Intrade.com is offering the oppportunity to bet on whether Goldman Sachs CEO Lloyd Blankfein will keep his job through the end of the year and on whether Goldman will settle with the Securities and Exchange Commission. The New York Times reports on this development in an article that concludes with a claim that the Intrade betting is "drawing criticism strikingly similar to that leveled against the complex financial instruments Mr. Blankfein and his underlings were questioned about on Tuesday." The Times quotes George R. Neumann, "a University of Iowa professor of economics who in 1988 invented the Iowa Political Stock Market, the predecessor to the still-popular Iowa Electronic Markets.":
Professor Neumann's online futures market serves primarily as a teaching tool, while Intrade is a profit-making exchange that charges 5 cents a contract.
"I don't know what the economic gain is," Professor Neumann said of the betting on Goldman and its chief, "and it's in bad taste."
The Times doesn't note that not only is the criticism similar in the cases of the bets on Goldman faciitated by Intrade.com and the bets on the housing market facilitated by Goldman, so are the defenses. In each case, the price levels convey information. Clifford Asness makes the case in respect of the housing market that "If these 'side bets' encourage more research, more time and energy, into figuring out whether the current price is too high or too low, they themselves can make prices more accurate."
Some would argue that because the Intrade bets are on a transparent exchange with posted prices visible to anyone, they are even better than Goldman's synthetic CDO, where the price information was more closely held. Tony Blankley argues that this whole notion of looking at something in terms of its "social utility" as opposed to its utility to an individual has its problems.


TASK BRIEF:
Repeat each record exactly, skipping the pictures.
+ + + + +
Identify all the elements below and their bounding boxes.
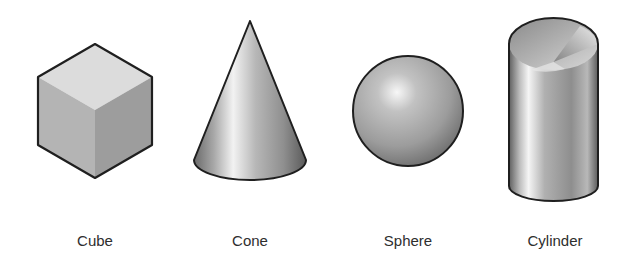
sphere-label: Sphere [384,232,432,249]
cone-shape [194,21,306,180]
geometric-shapes-diagram [0,0,630,266]
cube-label: Cube [77,232,113,249]
cone-label: Cone [232,232,268,249]
cube-shape [38,44,152,178]
sphere-shape [353,56,463,166]
cylinder-label: Cylinder [527,232,582,249]
cone-body [194,21,306,180]
cylinder-shape [509,18,598,201]
sphere-body [353,56,463,166]
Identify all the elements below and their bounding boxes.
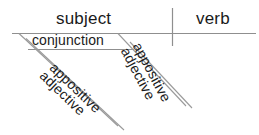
label-subject: subject <box>56 10 111 27</box>
label-conjunction: conjunction <box>32 33 104 47</box>
sentence-diagram: subject verb conjunction appositive adje… <box>0 0 259 135</box>
label-verb: verb <box>196 10 230 27</box>
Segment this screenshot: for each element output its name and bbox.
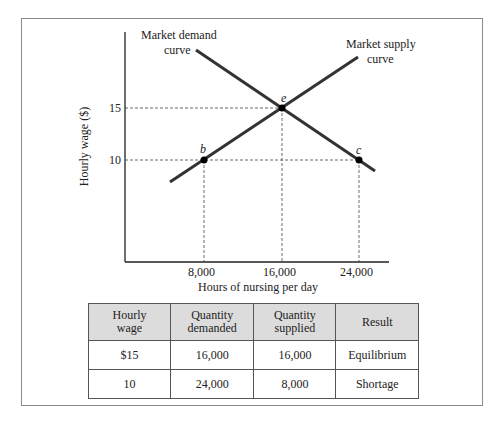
guide-lines — [125, 108, 359, 262]
point-c-label: c — [356, 144, 361, 157]
table-header-row: Hourlywage Quantitydemanded Quantitysupp… — [89, 304, 419, 341]
x-tick-16000: 16,000 — [263, 266, 296, 279]
supply-curve-label-1: Market supply — [346, 38, 416, 51]
cell-wage: 10 — [89, 370, 171, 399]
demand-curve-label-2: curve — [164, 44, 191, 57]
wage-table: Hourlywage Quantitydemanded Quantitysupp… — [88, 303, 419, 399]
y-tick-15: 15 — [109, 102, 121, 115]
cell-demanded: 24,000 — [171, 370, 254, 399]
header-result: Result — [336, 304, 419, 341]
cell-supplied: 8,000 — [254, 370, 336, 399]
header-quantity-demanded: Quantitydemanded — [171, 304, 254, 341]
cell-wage: $15 — [89, 341, 171, 370]
table-row: 10 24,000 8,000 Shortage — [89, 370, 419, 399]
demand-curve — [196, 50, 375, 171]
point-b-marker — [201, 157, 208, 164]
demand-curve-label-1: Market demand — [141, 29, 217, 42]
cell-result: Shortage — [336, 370, 419, 399]
cell-demanded: 16,000 — [171, 341, 254, 370]
x-tick-24000: 24,000 — [340, 266, 373, 279]
supply-curve-label-2: curve — [367, 53, 394, 66]
header-quantity-supplied: Quantitysupplied — [254, 304, 336, 341]
point-b-label: b — [200, 143, 206, 156]
supply-demand-chart — [0, 0, 499, 300]
point-e-label: e — [281, 92, 286, 105]
cell-supplied: 16,000 — [254, 341, 336, 370]
supply-curve — [170, 57, 358, 182]
x-axis-label: Hours of nursing per day — [198, 281, 318, 294]
y-axis-label: Hourly wage ($) — [78, 107, 91, 186]
header-hourly-wage: Hourlywage — [89, 304, 171, 341]
y-tick-10: 10 — [109, 154, 121, 167]
cell-result: Equilibrium — [336, 341, 419, 370]
table-row: $15 16,000 16,000 Equilibrium — [89, 341, 419, 370]
point-c-marker — [356, 157, 363, 164]
x-tick-8000: 8,000 — [188, 266, 215, 279]
point-e-marker — [279, 105, 286, 112]
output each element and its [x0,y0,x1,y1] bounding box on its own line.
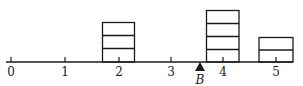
tick-label-2: 2 [115,65,123,79]
tick-label-0: 0 [7,65,15,79]
fulcrum-label: B [195,73,205,86]
weight-stack-2 [103,23,135,63]
tick-labels: 0 1 2 3 4 5 [7,65,280,79]
fulcrum-triangle-icon [195,62,205,71]
balance-diagram: 0 1 2 3 4 5 B [0,0,303,86]
weight-stack-4 [207,11,240,63]
tick-label-3: 3 [167,65,175,79]
fulcrum: B [195,62,205,86]
tick-label-5: 5 [272,65,280,79]
tick-label-1: 1 [61,65,69,79]
tick-label-4: 4 [219,65,227,79]
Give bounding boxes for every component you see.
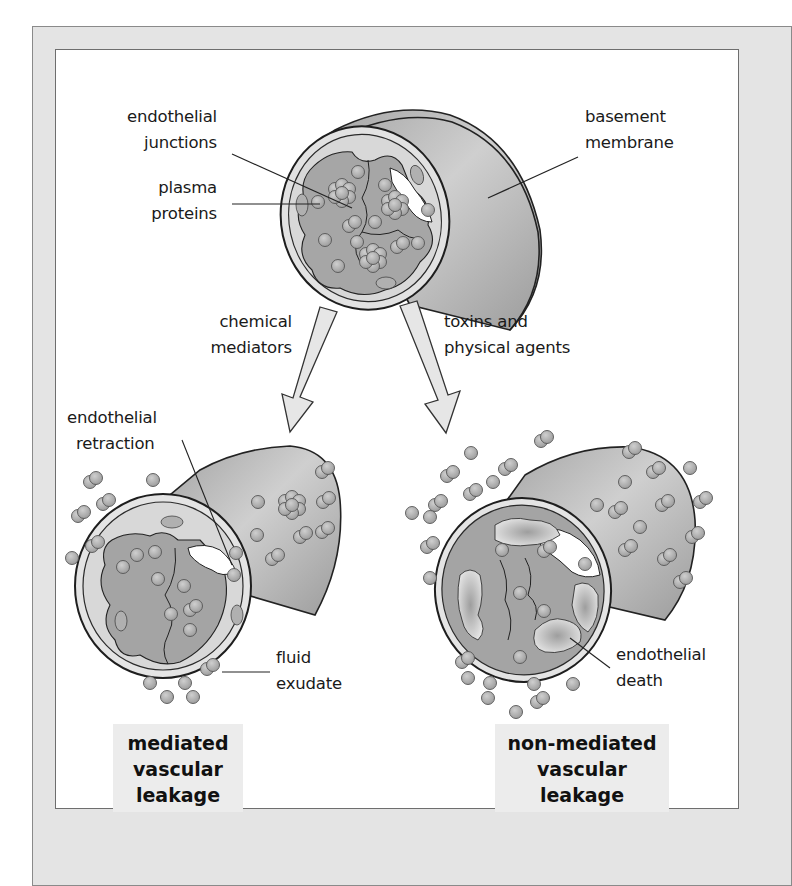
label-plasma-proteins: plasma proteins	[120, 175, 217, 227]
label-toxins-physical-agents: toxins and physical agents	[444, 309, 570, 361]
label-endothelial-retraction: endothelial retraction	[67, 405, 157, 457]
top-vessel	[264, 110, 542, 330]
label-basement-membrane: basement membrane	[585, 104, 674, 156]
caption-non-mediated-vascular-leakage: non-mediated vascular leakage	[495, 724, 669, 812]
caption-mediated-vascular-leakage: mediated vascular leakage	[113, 724, 243, 812]
label-fluid-exudate: fluid exudate	[276, 645, 342, 697]
label-endothelial-junctions: endothelial junctions	[100, 104, 217, 156]
label-chemical-mediators: chemical mediators	[180, 309, 292, 361]
label-endothelial-death: endothelial death	[616, 642, 706, 694]
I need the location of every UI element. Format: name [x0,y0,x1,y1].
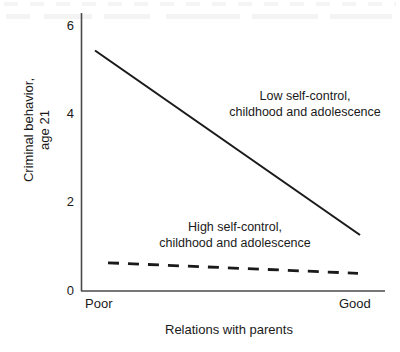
annotation-high-self-control-line-1: High self-control, [188,220,282,234]
series-line-high-self-control [108,263,358,274]
y-axis-title-line-1: Criminal behavior, [21,78,36,182]
chart-figure: 6 4 2 0 Poor Good Relations with parents… [0,0,400,352]
annotation-low-self-control-line-1: Low self-control, [259,89,350,103]
y-axis-title-line-2: age 21 [37,110,52,150]
y-tick-label-2: 2 [56,194,74,209]
y-tick-label-4: 4 [56,106,74,121]
annotation-low-self-control-line-2: childhood and adolescence [229,105,381,119]
y-tick-label-0: 0 [56,283,74,298]
annotation-high-self-control-line-2: childhood and adolescence [159,236,311,250]
y-axis-title: Criminal behavior, age 21 [21,45,54,215]
x-axis-title: Relations with parents [165,322,293,337]
annotation-high-self-control: High self-control, childhood and adolesc… [145,219,325,252]
x-tick-label-poor: Poor [85,296,112,311]
annotation-low-self-control: Low self-control, childhood and adolesce… [215,88,395,121]
series-line-low-self-control [95,51,360,236]
y-tick-label-6: 6 [56,18,74,33]
x-tick-label-good: Good [339,296,371,311]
+ + + + +
ANSWER AREA:
Identify all the elements below and their bounding boxes.
sphere-label: Sphere [384,232,432,249]
cone-shape [194,21,306,180]
geometric-shapes-diagram [0,0,630,266]
cube-label: Cube [77,232,113,249]
cone-label: Cone [232,232,268,249]
cube-shape [38,44,152,178]
sphere-shape [353,56,463,166]
cylinder-label: Cylinder [527,232,582,249]
cone-body [194,21,306,180]
cylinder-shape [509,18,598,201]
sphere-body [353,56,463,166]
Identify all the elements below and their bounding boxes.
label-subject: subject <box>56 10 111 27</box>
label-conjunction: conjunction <box>32 33 104 47</box>
sentence-diagram: subject verb conjunction appositive adje… <box>0 0 259 135</box>
label-verb: verb <box>196 10 230 27</box>
Segment this screenshot: for each element output its name and bbox.
guide-lines — [125, 108, 359, 262]
point-c-label: c — [356, 144, 361, 157]
table-header-row: Hourlywage Quantitydemanded Quantitysupp… — [89, 304, 419, 341]
x-tick-16000: 16,000 — [263, 266, 296, 279]
supply-curve-label-1: Market supply — [346, 38, 416, 51]
cell-wage: 10 — [89, 370, 171, 399]
demand-curve-label-2: curve — [164, 44, 191, 57]
wage-table: Hourlywage Quantitydemanded Quantitysupp… — [88, 303, 419, 399]
y-tick-15: 15 — [109, 102, 121, 115]
cell-demanded: 24,000 — [171, 370, 254, 399]
header-result: Result — [336, 304, 419, 341]
cell-supplied: 8,000 — [254, 370, 336, 399]
header-quantity-demanded: Quantitydemanded — [171, 304, 254, 341]
cell-wage: $15 — [89, 341, 171, 370]
table-row: 10 24,000 8,000 Shortage — [89, 370, 419, 399]
demand-curve — [196, 50, 375, 171]
point-b-marker — [201, 157, 208, 164]
demand-curve-label-1: Market demand — [141, 29, 217, 42]
cell-result: Shortage — [336, 370, 419, 399]
cell-demanded: 16,000 — [171, 341, 254, 370]
x-tick-24000: 24,000 — [340, 266, 373, 279]
supply-curve-label-2: curve — [367, 53, 394, 66]
header-quantity-supplied: Quantitysupplied — [254, 304, 336, 341]
point-b-label: b — [200, 143, 206, 156]
supply-demand-chart — [0, 0, 499, 300]
point-e-label: e — [281, 92, 286, 105]
cell-supplied: 16,000 — [254, 341, 336, 370]
supply-curve — [170, 57, 358, 182]
x-axis-label: Hours of nursing per day — [198, 281, 318, 294]
y-axis-label: Hourly wage ($) — [78, 107, 91, 186]
header-hourly-wage: Hourlywage — [89, 304, 171, 341]
y-tick-10: 10 — [109, 154, 121, 167]
cell-result: Equilibrium — [336, 341, 419, 370]
table-row: $15 16,000 16,000 Equilibrium — [89, 341, 419, 370]
point-c-marker — [356, 157, 363, 164]
x-tick-8000: 8,000 — [188, 266, 215, 279]
point-e-marker — [279, 105, 286, 112]
output each element and its [x0,y0,x1,y1] bounding box on its own line.
tick-label-2: 2 [115,65,123,79]
tick-label-0: 0 [7,65,15,79]
fulcrum-label: B [195,73,205,86]
weight-stack-2 [103,23,135,63]
tick-labels: 0 1 2 3 4 5 [7,65,280,79]
fulcrum-triangle-icon [195,62,205,71]
balance-diagram: 0 1 2 3 4 5 B [0,0,303,86]
weight-stack-4 [207,11,240,63]
tick-label-3: 3 [167,65,175,79]
fulcrum: B [195,62,205,86]
tick-label-5: 5 [272,65,280,79]
tick-label-1: 1 [61,65,69,79]
tick-label-4: 4 [219,65,227,79]
Give bounding boxes for every component you see.
label-plasma-proteins: plasma proteins	[120, 175, 217, 227]
label-toxins-physical-agents: toxins and physical agents	[444, 309, 570, 361]
label-endothelial-retraction: endothelial retraction	[67, 405, 157, 457]
top-vessel	[264, 110, 542, 330]
label-basement-membrane: basement membrane	[585, 104, 674, 156]
caption-non-mediated-vascular-leakage: non-mediated vascular leakage	[495, 724, 669, 812]
caption-mediated-vascular-leakage: mediated vascular leakage	[113, 724, 243, 812]
label-fluid-exudate: fluid exudate	[276, 645, 342, 697]
label-endothelial-junctions: endothelial junctions	[100, 104, 217, 156]
label-chemical-mediators: chemical mediators	[180, 309, 292, 361]
label-endothelial-death: endothelial death	[616, 642, 706, 694]
I need the location of every UI element. Format: name [x0,y0,x1,y1].
annotation-high-self-control-line-1: High self-control, [188,220,282,234]
series-line-high-self-control [108,263,358,274]
y-axis-title-line-1: Criminal behavior, [21,78,36,182]
chart-figure: 6 4 2 0 Poor Good Relations with parents… [0,0,400,352]
annotation-low-self-control-line-1: Low self-control, [259,89,350,103]
y-axis-title-line-2: age 21 [37,110,52,150]
y-tick-label-2: 2 [56,194,74,209]
y-tick-label-4: 4 [56,106,74,121]
annotation-low-self-control-line-2: childhood and adolescence [229,105,381,119]
y-tick-label-0: 0 [56,283,74,298]
annotation-high-self-control-line-2: childhood and adolescence [159,236,311,250]
y-axis-title: Criminal behavior, age 21 [21,45,54,215]
x-axis-title: Relations with parents [165,322,293,337]
annotation-high-self-control: High self-control, childhood and adolesc… [145,219,325,252]
x-tick-label-poor: Poor [85,296,112,311]
annotation-low-self-control: Low self-control, childhood and adolesce… [215,88,395,121]
series-line-low-self-control [95,51,360,236]
y-tick-label-6: 6 [56,18,74,33]
x-tick-label-good: Good [339,296,371,311]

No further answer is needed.